I think this about the third time I have sat down with Shirley Jackson's best remembered work. Each time I have found so much more than the previous. Her touch is light but jarring, Like a hand resting on your own in a room you thought you were alone in.
Wednesday, 13 October 2021
The War Doctor Begins.
1983.
how about this for an early Christmas present for the Doctor Who fan in your life? Its just an embarrassment of riches for any Whovian. Filled with pictures that will make the heart sing for joy. Doctor Who may no longer believe in Christmas but by jingo Christmas still believes in Doctor Who.
Ndsaki.
Was saddened to hear of the recent passing of the mountain gorilla Ndsaki. This beautiful animal was rescued from almost certin death, found as a baby clinging to the dead body of her mother, murdered by poachers. Raised in a sanctuary, she eventually took her last breath in the arms of her keeper and friend Andre Bauma. His kindness, the dignity he extended, the good grace of a gentle embrace and how welcome that must have felt is truly obvious from the solace Ndsaki found in her keepers arms.
Ndsaki might be familiar to some who like their wildlife photography from a quite famous and wonderfully endearing photo-bombing incident when she and another mountain gorilla dandered into the back ground of a selfie being taken by one of the keeps at the Virunga National Park in the Congo.
Well, she had it, she flaunted it, and the world is going to miss her. Blessings to the men and women who have made it their business to care and protect all animals who may be in danger or distress.

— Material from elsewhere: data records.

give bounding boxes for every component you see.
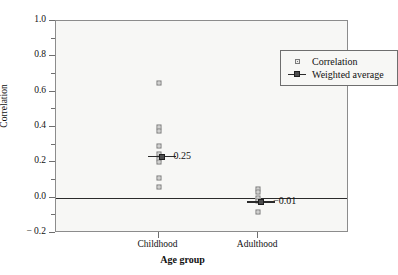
y-axis-tick xyxy=(49,232,55,233)
weighted-average-marker-icon xyxy=(285,71,309,79)
weighted-average-value-label: −0.01 xyxy=(273,195,296,206)
y-axis-minor-tick xyxy=(51,73,55,74)
x-axis-title: Age group xyxy=(0,254,365,265)
data-point xyxy=(256,190,261,195)
weighted-average-value-label: 0.25 xyxy=(174,149,192,160)
zero-reference-line xyxy=(56,198,347,199)
y-axis-minor-tick xyxy=(51,38,55,39)
x-axis-tick xyxy=(158,232,159,238)
y-axis-minor-tick xyxy=(51,179,55,180)
y-axis-tick-label: 0.8 xyxy=(34,50,46,60)
plot-area: 0.25−0.01 Correlation Weighted average xyxy=(55,20,348,232)
data-point xyxy=(156,176,161,181)
legend-item-correlation: Correlation xyxy=(285,55,392,68)
y-axis-tick-label: 0.6 xyxy=(34,86,46,96)
y-axis-minor-tick xyxy=(51,214,55,215)
legend-label-weighted-average: Weighted average xyxy=(309,69,384,80)
chart-legend: Correlation Weighted average xyxy=(280,50,398,86)
y-axis-minor-tick xyxy=(51,144,55,145)
y-axis-tick-label: 0.2 xyxy=(34,156,46,166)
x-axis-tick-label-childhood: Childhood xyxy=(137,240,177,250)
y-axis-tick xyxy=(49,197,55,198)
y-axis-tick-label: 0.4 xyxy=(34,121,46,131)
y-axis-title: Correlation xyxy=(0,84,9,127)
data-point xyxy=(256,209,261,214)
x-axis-tick xyxy=(257,232,258,238)
data-point xyxy=(156,80,161,85)
open-square-icon xyxy=(285,59,309,64)
y-axis-tick xyxy=(49,55,55,56)
y-axis-tick-label: 0.0 xyxy=(34,192,46,202)
data-point xyxy=(156,144,161,149)
x-axis-tick-label-adulthood: Adulthood xyxy=(237,240,278,250)
y-axis-tick xyxy=(49,91,55,92)
y-axis-minor-tick xyxy=(51,108,55,109)
y-axis-tick-label: 1.0 xyxy=(34,15,46,25)
data-point xyxy=(156,185,161,190)
y-axis-tick xyxy=(49,20,55,21)
legend-label-correlation: Correlation xyxy=(309,56,358,67)
y-axis-tick-label: − 0.2 xyxy=(26,227,46,237)
y-axis-tick xyxy=(49,126,55,127)
data-point xyxy=(156,160,161,165)
data-point xyxy=(156,128,161,133)
y-axis-tick xyxy=(49,161,55,162)
legend-item-weighted-average: Weighted average xyxy=(285,68,392,81)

The Killings At Kingfisher Hill.
As the author recognised by the Agatha Christie Estate Sophie Hannah has over the past few years delivered a very enjoyable quartet of books that never stray too far away from the formula that has insured there are more Hecule Poirot books in circulation throughout the world than actual population figures for some countries. This one assuredly continues that pleasing and winning streak by putting before Poirot that which fans of the books enjoy; a varied cast of suspicious characters, some questionably accurate narration of events not seen, twists and turns, dead ends and red herrings galore.

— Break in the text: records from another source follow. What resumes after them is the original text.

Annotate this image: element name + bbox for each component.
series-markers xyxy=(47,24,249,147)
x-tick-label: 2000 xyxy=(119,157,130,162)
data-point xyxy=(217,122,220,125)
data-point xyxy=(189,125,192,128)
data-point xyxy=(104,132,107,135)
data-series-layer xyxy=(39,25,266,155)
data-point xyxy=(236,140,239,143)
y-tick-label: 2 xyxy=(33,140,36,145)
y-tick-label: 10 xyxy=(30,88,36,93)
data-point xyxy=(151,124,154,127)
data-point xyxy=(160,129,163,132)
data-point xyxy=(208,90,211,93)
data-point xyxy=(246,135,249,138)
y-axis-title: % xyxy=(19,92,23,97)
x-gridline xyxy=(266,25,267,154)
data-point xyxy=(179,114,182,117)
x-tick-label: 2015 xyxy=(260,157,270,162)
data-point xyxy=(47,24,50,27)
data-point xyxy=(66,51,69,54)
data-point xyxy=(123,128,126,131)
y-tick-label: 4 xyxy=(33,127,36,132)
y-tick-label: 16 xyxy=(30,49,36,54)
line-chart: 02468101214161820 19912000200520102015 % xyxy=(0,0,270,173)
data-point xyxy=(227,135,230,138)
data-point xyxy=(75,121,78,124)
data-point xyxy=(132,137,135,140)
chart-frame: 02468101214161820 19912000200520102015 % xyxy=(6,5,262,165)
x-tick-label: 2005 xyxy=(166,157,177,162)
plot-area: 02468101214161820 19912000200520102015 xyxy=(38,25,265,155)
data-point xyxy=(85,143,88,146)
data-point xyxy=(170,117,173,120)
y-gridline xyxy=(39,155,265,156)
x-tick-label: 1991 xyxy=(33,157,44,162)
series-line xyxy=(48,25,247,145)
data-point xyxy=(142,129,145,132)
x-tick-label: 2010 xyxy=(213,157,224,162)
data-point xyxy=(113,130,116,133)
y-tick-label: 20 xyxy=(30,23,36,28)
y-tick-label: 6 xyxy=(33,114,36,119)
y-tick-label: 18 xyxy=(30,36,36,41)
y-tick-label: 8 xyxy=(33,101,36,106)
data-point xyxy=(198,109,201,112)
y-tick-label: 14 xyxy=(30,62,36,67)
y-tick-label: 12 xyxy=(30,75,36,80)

Poirot and his companion and side kick Detective Catchpole find themselves undercover at a wealthy estate and confronted by two confessions to the same murder. Someone is lying and everyone else is hiding their own motivations as events unfold and the mysteries deepen. One death is followed by another as a hideously entitled bunch of wealthy people endeavour to fog the pathway out of this confusing state. Witnesses to events provide the most unreliable accounts and suspects dither as more blood soaks the floor boards of Kingfisher Hill.
This has proved to be a successful and enjoyable series by Sophie Hannah, already a respected author with her own work before the Agatha Christie Estate charged her with carrying the torch for Mrs Christie's most prolific creation. I had thought the series might best be served by a rotation of different writers as the Ian Fleming Estate do with Mr Bond, yet Sophie Hannah has proved herself to be an astute choice. Agatha Christie made murder seem easy which off course it is not. but she was not afraid to play with the format itself as she realised, probably, that death is never enough. Which the massive sales of her books acting as testament to this spirit of invention. Only religous texts have generated more in terms of sales.
What does that tell us about ourselves as a species?